Control of Gene Expression in Eukaryotes
Control of Gene Expression in Eukaryotes
Introduction
Overview of the chapter: Control of gene expression in eukaryotes involves various mechanisms.
Focus on Saccharomyces cerevisiae (yeast) as a model organism.
Chapter 19 Opening Roadmap
Key learning outcomes:
Understanding diverse methods of gene regulation in eukaryotes.
Exploration of regulation through chromatin, transcription, and comparison with prokaryotes.
Learning Objectives
Students will be able to:
Explain chromatin modification effects on gene expression.
Define epigenetic inheritance.
Describe roles of promoters, enhancers, activators, and repressors in transcription.
Discuss how identical DNA produces divergent cell types (e.g., muscle, skin, liver).
Understand mechanisms of post-transcriptional regulation.
Analyze the role of microRNAs (miRNAs) in gene expression.
Illustrate how ubiquitin regulates protein stability.
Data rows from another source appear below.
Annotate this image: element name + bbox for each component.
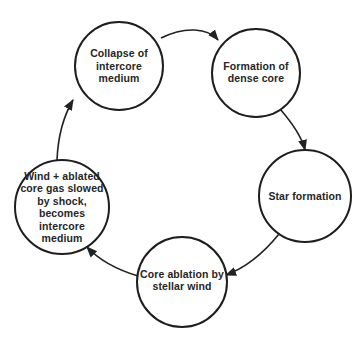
arrow-collapse-to-formation (161, 30, 218, 40)
arrow-star-to-ablation (226, 234, 279, 275)
arrow-wind-to-collapse (57, 100, 73, 160)
node-star-label: Star formation (262, 186, 348, 206)
arrow-formation-to-star (280, 109, 305, 150)
node-ablation-label: Core ablation by stellar wind (140, 262, 224, 298)
node-wind-label: Wind + ablated core gas slowed by shock,… (20, 164, 104, 250)
node-formation-label: Formation of dense core (216, 52, 296, 92)
node-collapse-label: Collapse of intercore medium (82, 40, 156, 92)
arrow-ablation-to-wind (87, 247, 138, 276)
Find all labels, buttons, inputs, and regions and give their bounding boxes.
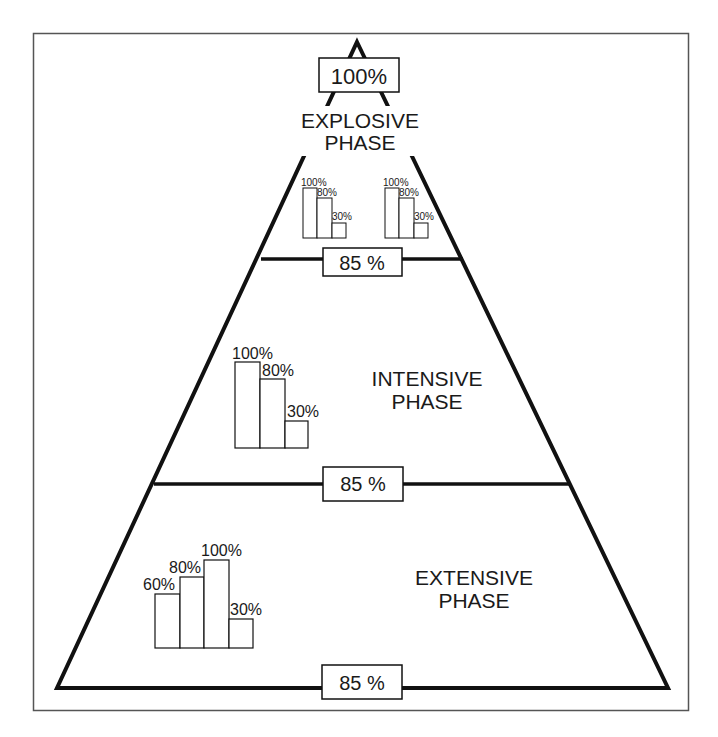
svg-text:80%: 80% [317, 187, 337, 198]
svg-text:30%: 30% [287, 403, 319, 420]
boundary-label-1: 85 % [339, 252, 385, 274]
svg-text:80%: 80% [262, 362, 294, 379]
explosive-phase-title-line1: EXPLOSIVE [301, 109, 419, 132]
extensive-phase-title-line2: PHASE [438, 589, 509, 612]
apex-label: 100% [331, 64, 387, 89]
svg-text:30%: 30% [332, 211, 352, 222]
boundary-label-3: 85 % [339, 672, 385, 694]
svg-text:80%: 80% [399, 187, 419, 198]
intensive-phase-title-line2: PHASE [391, 390, 462, 413]
svg-text:60%: 60% [143, 576, 175, 593]
svg-text:30%: 30% [230, 601, 262, 618]
intensive-phase-title-line1: INTENSIVE [372, 367, 483, 390]
svg-text:30%: 30% [414, 211, 434, 222]
svg-text:100%: 100% [232, 345, 273, 362]
svg-text:80%: 80% [169, 559, 201, 576]
explosive-phase-title-line2: PHASE [324, 131, 395, 154]
explosive-bar-group-1: 100% 80% 30% [301, 177, 352, 238]
pyramid-diagram: 100% EXPLOSIVE PHASE 100% 80% 30% 100% 8… [0, 0, 718, 737]
extensive-phase-title-line1: EXTENSIVE [415, 566, 533, 589]
svg-text:100%: 100% [201, 542, 242, 559]
boundary-label-2: 85 % [340, 473, 386, 495]
extensive-bar-group: 60% 80% 100% 30% [143, 542, 262, 648]
intensive-bar-group: 100% 80% 30% [232, 345, 319, 448]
Control of Gene Expression
General Principles
Both prokaryotes and eukaryotes must precisely regulate gene expression to respond to environmental changes.
In multicellular eukaryotes:
Gene expression affects development and cell type differentiation.
Differential gene expression leads to variety, with typical human cells expressing about 20% of coding genes.
Abnormal gene expression can cause developmental anomalies and diseases like cancer.
Mechanisms of Eukaryotic Gene Expression Control
Eukaryotic gene expression control occurs at multiple levels, including:
Transcriptional regulation: via histone modifications, DNA methylation, and transcription factors.
Post-transcriptional regulation: including RNA processing, stability, translation rates, and post-translational modifications.
The variety of regulatory types allows for precise control of gene expression.
Chromatin and Its Role in Gene Expression
Overview of Chromatin Remodeling
Eukaryotic DNA is packaged around proteins (histones) forming chromatin, which allows DNA to fit in the nucleus.
Chromatin structure affects access by transcription factors and RNA polymerase.
Important for gene transcription and DNA replication.
Basic Chromatin Structure
DNA is wrapped around an octamer of histone proteins:
Group of 8 histone proteins (H2A, H2B, H3, H4).
This is called a nucleosome.
Histone H1 causes nucleosomes to form 30-nm fibers crucial for compacting DNA during cell division.
Histone Modifications and Their Effects
Common post-translational modifications include:
Acetylation: Addition of acetyl groups by histone acetyl transferases (HATs) increases transcription (opens chromatin).
Deacetylation: Removal of acetyl groups by histone deacetylases (HDACs) inhibits transcription (closes chromatin).
Methylation: Can either open or close chromatin depending on location; methyl groups are added by histone methyltransferases.
The Histone Code Hypothesis suggests that combinations of specific histone modifications affect chromatin structure and gene expression.
Epigenetic Inheritance
Epigenetic inheritance refers to phenotype differences inherited independently of DNA sequence changes.
Chromatin modifications can persist across cell divisions:
Histone patterns are copied to new histones during DNA replication.
Daughter cells retain information in histone modifications affecting gene expression.
Disruption of these patterns can lead to disease (e.g., cancer).
Case Studies of Epigenetic Changes
Famine impacts: Individuals exposed to famine in utero showed different methylation patterns, leading to long-term health effects (e.g., obesity).
Specific genes (PIM3, PFKFB3, METTL8) involved in metabolic processes exhibited methylation linked to famine exposure.
Regulation Mechanisms Post-Transcriptional Control
Alternative Splicing
Involves splicing introns out of primary RNA transcripts leading to different mature mRNAs.
Example: Tropomyosin leads to different proteins in skeletal vs smooth muscle via alternative splicing.
MicroRNAs (miRNAs)
miRNAs regulate gene expression by binding complementary mRNA sequences.
Process of miRNA formation involves:
Transcription of the miRNA gene.
Processing by Dicer into mature miRNA.
miRNAs guide RISC to target mRNAs for degradation or translation inhibition.
Regulation of Translation and Post-Translational Modifications
The rate of translation is variable for different mRNAs.
Regulatory proteins bind mRNA sequences affecting translational efficiency.
Post-translational modifications such as phosphorylation, glycosylation influence protein function and localization.
Protein Degradation
Regulated by ubiquitin tagging, which marks proteins for destruction by proteasomes.
Ubiquitin-mediated degradation is a critical control mechanism for many cellular processes.
Summary of Eukaryotic Expression Regulation
Eukaryotic gene expression can be altered at multiple stages: transcription, post-transcription, translation, and post-translation through complex regulatory networks involving various molecular mechanisms.